In computational complexity theory, a computational problem is complete for a complexity class if it is, in a formal sense, one of the "hardest" or "most expressive" problems in the complexity class. If a problem has the property that (if you know how to solve it) it allows you to quickly solve any problem in a complexity class, it is called hard for that class.
More formally, a problem p is called hard for a complexity class C under a given type of reduction, if there is a reduction of this type from any problem in C to p. If a problem is both hard for a class, and a member of the class, it is complete for that class (under the given type of reduction).
A problem that is complete for a class C is said to be C-complete, and the class of all problems complete for C is denoted C-complete. The first complete class to be defined and the most well-known is NP-complete, a class that contains many difficult-to-solve problems that arise in practice. Similarly, a problem hard for a class C is called C-hard, e.g. NP-hard.
Normally it is assumed that the reduction in question does not have higher computational complexity than the class itself. Therefore it may be said that if a C-complete problem has a "computationally easy" solution, then all problems in "C" have an "easy" solution.
Generally, complexity classes that have a recursive enumeration have known complete problems, whereas those that do not, don't have any known complete problems. For example, NP, co-NP, PLS, PPA all have known natural complete problems, while RP, ZPP, BPP and TFNP do not have any known complete problems (although such a problem may be discovered in the future).
There are classes without complete problems. For example, Sipser showed that there is a language M such that BPPM (BPP with oracle M) has no complete problems.[1]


▸ Task statement: What lines below mention the word "this"? Copy each one.

Figure content listings:

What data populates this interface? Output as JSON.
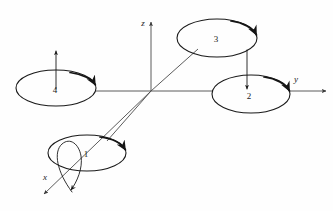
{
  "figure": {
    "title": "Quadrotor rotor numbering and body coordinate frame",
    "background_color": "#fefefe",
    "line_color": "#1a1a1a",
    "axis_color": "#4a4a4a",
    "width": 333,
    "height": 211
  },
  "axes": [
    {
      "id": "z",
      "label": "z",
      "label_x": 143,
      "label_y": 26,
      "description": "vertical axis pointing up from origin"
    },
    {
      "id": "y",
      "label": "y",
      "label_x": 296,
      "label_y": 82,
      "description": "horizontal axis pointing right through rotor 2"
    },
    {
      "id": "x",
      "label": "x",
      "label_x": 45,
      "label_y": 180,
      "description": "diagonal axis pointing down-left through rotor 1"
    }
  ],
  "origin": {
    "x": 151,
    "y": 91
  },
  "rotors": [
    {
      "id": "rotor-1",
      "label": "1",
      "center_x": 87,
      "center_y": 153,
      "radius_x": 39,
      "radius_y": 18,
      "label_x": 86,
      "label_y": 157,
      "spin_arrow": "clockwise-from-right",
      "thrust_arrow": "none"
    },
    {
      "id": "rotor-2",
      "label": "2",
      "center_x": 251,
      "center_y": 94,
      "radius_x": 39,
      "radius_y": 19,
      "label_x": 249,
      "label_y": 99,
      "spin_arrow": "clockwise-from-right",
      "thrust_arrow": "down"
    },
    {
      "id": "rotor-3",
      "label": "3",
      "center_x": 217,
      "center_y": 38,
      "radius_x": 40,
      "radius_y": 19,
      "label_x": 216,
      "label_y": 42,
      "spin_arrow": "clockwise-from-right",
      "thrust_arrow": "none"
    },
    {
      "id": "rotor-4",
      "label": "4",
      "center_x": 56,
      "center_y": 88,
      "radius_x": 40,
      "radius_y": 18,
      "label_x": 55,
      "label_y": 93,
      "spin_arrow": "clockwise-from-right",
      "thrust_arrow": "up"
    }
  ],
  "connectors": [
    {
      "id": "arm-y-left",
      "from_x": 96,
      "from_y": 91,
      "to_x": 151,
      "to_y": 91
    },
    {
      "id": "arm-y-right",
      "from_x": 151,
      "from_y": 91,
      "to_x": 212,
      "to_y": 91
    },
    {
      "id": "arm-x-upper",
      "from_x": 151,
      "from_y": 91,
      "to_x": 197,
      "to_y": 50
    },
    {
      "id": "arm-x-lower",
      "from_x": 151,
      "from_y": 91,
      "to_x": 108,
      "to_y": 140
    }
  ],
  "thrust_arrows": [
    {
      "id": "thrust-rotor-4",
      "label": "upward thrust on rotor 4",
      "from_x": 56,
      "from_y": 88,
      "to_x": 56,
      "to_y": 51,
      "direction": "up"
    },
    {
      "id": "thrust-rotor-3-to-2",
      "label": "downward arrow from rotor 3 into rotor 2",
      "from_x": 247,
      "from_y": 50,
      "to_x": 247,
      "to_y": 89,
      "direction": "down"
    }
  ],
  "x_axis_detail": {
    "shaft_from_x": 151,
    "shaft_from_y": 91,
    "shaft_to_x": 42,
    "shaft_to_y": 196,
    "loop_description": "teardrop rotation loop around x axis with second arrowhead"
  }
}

==

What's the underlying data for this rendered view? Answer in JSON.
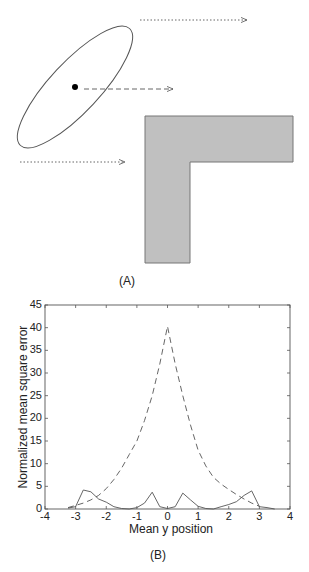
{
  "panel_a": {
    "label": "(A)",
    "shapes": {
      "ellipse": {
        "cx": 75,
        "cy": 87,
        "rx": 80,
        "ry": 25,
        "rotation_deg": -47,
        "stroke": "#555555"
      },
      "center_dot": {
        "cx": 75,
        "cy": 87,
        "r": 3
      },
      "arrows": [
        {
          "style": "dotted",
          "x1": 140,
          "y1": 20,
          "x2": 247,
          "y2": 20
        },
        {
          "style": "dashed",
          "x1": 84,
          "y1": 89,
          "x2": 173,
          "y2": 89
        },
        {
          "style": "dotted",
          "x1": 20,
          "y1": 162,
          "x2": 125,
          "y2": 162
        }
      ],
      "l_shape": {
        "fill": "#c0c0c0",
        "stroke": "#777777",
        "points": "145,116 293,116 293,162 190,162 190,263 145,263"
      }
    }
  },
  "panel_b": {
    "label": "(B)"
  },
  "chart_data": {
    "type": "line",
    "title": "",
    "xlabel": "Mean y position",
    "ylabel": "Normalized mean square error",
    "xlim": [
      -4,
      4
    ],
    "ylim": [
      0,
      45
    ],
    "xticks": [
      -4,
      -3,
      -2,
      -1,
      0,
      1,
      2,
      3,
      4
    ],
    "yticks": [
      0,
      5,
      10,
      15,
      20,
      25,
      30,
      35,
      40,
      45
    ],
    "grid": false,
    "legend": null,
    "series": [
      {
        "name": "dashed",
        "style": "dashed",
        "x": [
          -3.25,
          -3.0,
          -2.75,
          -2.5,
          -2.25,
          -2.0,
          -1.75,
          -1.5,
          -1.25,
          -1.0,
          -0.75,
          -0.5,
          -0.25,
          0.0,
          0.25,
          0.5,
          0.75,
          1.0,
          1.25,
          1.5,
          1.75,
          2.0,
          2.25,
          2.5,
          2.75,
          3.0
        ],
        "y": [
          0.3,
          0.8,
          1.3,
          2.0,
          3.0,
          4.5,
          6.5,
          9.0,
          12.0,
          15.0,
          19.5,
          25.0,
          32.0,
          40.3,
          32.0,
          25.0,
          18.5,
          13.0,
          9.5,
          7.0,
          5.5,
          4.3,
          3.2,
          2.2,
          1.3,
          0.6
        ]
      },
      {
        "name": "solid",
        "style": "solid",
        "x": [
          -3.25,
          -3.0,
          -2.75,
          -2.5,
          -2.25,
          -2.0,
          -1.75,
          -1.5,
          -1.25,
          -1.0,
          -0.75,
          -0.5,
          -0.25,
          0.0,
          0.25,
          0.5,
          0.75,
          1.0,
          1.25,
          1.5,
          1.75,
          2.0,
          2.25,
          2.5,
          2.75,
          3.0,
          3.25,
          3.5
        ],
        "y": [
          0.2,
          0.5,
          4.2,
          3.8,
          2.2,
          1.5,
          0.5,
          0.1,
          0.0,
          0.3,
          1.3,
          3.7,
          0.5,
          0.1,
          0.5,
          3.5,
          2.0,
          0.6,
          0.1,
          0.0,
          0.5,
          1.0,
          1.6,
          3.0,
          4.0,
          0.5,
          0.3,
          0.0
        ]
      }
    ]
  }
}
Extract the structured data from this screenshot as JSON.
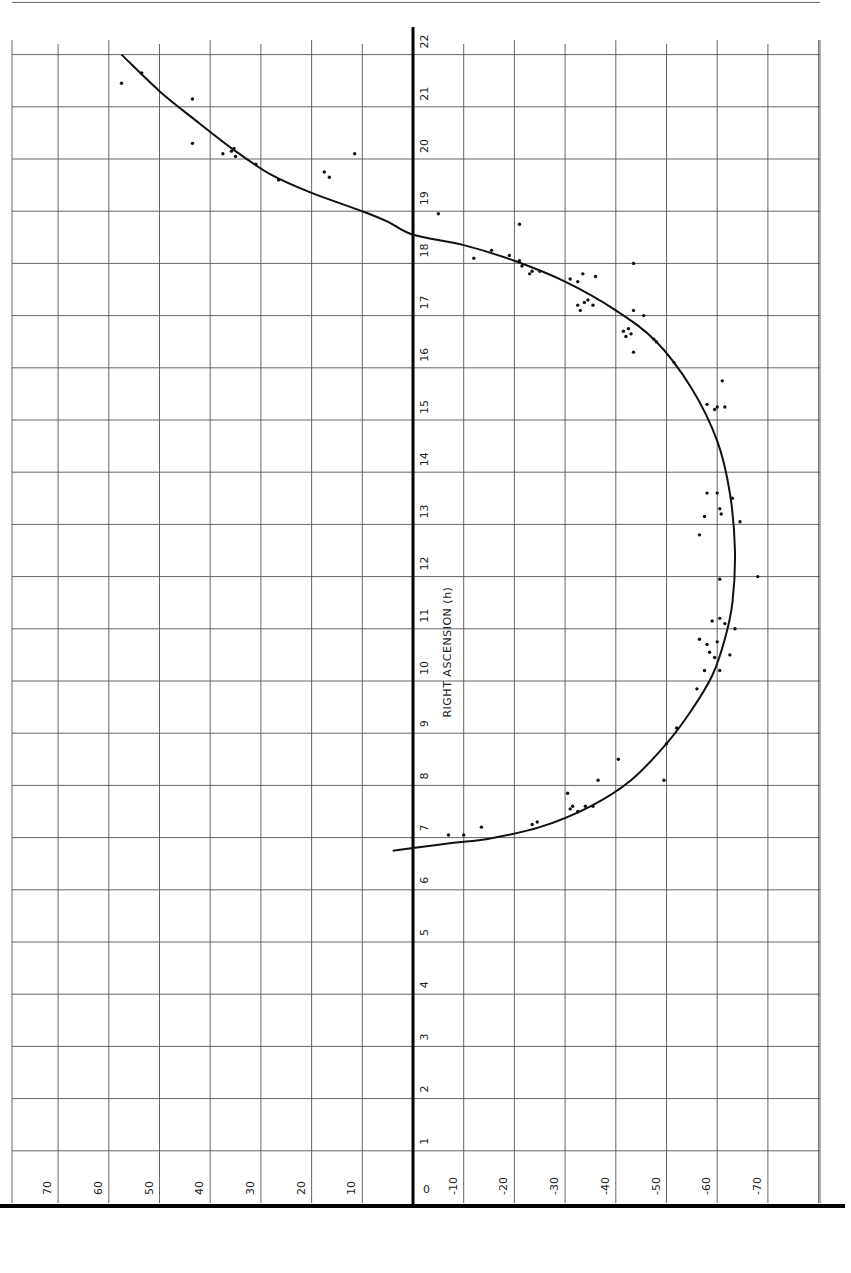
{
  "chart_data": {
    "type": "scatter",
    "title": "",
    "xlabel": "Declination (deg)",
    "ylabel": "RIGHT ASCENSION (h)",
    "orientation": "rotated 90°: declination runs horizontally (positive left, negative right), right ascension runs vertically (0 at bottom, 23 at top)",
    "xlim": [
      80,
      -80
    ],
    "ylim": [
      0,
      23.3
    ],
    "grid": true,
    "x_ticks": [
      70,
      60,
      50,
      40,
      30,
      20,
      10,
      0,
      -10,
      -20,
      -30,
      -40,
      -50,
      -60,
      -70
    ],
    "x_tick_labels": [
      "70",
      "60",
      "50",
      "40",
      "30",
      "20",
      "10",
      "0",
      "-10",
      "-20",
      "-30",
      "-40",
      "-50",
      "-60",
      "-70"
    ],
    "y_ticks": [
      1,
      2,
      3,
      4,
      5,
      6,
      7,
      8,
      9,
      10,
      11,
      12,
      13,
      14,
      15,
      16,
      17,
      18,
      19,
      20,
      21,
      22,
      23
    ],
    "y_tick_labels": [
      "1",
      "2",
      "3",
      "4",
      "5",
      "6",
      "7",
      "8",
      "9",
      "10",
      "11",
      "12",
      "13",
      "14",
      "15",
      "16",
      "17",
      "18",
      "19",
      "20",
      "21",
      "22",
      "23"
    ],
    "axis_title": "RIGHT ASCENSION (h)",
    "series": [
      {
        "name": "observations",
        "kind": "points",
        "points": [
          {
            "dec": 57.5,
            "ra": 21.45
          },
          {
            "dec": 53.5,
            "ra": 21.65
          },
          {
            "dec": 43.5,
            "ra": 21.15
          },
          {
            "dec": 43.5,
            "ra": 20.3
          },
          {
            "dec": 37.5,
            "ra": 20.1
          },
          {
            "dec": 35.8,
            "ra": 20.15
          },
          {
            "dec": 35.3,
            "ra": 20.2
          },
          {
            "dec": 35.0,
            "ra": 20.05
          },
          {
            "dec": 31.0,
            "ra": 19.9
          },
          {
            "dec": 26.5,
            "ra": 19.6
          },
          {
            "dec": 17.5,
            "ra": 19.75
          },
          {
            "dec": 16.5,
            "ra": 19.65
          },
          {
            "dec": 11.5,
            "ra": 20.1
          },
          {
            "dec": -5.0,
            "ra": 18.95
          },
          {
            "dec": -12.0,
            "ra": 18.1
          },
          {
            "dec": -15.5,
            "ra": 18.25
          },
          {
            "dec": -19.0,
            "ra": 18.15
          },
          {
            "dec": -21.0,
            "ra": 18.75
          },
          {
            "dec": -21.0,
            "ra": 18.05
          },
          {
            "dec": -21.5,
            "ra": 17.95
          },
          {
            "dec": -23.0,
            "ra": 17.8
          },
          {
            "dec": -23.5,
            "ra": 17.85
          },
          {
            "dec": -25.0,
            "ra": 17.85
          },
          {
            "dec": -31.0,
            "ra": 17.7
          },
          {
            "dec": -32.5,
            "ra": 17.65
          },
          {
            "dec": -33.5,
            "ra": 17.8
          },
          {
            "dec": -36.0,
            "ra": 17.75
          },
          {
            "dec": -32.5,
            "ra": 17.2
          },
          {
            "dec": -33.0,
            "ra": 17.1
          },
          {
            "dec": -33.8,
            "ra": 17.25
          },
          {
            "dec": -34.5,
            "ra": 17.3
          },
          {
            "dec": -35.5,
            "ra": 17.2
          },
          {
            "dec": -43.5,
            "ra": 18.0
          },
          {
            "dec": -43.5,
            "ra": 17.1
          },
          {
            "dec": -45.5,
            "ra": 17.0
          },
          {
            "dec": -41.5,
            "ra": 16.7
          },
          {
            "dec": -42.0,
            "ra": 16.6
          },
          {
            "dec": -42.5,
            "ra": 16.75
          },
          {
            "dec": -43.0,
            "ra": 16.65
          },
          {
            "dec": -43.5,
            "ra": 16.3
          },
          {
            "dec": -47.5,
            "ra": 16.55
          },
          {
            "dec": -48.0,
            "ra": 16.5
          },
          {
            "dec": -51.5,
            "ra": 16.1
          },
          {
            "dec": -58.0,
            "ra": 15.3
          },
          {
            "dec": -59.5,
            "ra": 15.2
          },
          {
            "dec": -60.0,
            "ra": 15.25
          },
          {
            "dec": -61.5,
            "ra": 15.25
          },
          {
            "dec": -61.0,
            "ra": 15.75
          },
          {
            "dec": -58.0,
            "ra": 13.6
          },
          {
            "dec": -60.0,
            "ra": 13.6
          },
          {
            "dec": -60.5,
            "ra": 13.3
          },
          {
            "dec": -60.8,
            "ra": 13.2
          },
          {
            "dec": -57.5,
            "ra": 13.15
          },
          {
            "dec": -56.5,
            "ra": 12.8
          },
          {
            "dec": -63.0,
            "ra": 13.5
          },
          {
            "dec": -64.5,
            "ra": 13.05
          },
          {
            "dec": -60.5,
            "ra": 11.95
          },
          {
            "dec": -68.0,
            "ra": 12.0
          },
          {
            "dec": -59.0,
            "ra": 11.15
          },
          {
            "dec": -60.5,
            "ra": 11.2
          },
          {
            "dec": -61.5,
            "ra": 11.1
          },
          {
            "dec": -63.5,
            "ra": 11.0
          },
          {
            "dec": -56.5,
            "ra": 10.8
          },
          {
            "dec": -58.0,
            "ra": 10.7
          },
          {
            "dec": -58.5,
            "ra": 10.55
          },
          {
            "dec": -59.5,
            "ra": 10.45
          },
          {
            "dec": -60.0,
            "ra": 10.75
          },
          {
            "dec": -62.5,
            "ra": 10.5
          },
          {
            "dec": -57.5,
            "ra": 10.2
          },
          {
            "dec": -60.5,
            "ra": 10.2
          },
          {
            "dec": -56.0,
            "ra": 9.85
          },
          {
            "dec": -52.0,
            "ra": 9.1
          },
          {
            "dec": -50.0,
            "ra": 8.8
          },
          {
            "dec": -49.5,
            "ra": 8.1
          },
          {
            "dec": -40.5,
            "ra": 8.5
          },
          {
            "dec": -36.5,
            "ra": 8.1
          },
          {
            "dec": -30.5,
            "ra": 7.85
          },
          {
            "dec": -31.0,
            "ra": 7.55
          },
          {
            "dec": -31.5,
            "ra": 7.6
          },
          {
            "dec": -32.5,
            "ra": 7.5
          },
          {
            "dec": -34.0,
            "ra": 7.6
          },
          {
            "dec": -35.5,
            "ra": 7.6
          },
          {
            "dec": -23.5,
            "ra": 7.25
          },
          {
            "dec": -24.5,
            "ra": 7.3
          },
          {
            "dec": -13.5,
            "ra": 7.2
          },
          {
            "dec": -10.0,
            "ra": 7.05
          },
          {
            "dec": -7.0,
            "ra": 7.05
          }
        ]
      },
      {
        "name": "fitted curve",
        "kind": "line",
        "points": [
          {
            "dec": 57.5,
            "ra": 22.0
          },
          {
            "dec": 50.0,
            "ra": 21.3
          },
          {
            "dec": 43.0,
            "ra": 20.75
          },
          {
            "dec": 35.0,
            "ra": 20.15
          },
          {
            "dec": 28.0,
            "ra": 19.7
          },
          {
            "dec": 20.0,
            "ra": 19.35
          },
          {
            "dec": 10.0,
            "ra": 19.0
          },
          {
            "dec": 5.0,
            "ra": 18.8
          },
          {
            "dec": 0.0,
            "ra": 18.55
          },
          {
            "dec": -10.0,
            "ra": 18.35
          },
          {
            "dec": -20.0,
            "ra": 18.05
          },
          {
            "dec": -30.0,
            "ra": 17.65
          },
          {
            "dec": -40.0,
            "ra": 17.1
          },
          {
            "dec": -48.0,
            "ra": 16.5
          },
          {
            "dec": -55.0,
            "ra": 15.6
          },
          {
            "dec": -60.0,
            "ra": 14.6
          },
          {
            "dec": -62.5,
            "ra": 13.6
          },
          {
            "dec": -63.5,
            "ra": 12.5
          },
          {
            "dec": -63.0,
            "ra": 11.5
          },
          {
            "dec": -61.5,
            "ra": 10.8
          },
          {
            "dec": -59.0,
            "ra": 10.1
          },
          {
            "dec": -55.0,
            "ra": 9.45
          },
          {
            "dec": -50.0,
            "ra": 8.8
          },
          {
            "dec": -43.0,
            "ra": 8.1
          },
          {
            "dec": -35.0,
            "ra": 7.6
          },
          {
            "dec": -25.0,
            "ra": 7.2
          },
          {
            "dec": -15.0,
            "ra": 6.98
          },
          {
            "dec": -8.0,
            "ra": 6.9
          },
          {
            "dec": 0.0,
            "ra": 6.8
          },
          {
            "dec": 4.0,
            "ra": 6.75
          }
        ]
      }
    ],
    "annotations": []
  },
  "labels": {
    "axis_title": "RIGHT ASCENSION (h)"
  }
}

▸ Final answer:
What data populates this interface? Output as JSON.
What's the underlying data for this rendered view? Answer in JSON.
Extract the structured data from this screenshot as JSON.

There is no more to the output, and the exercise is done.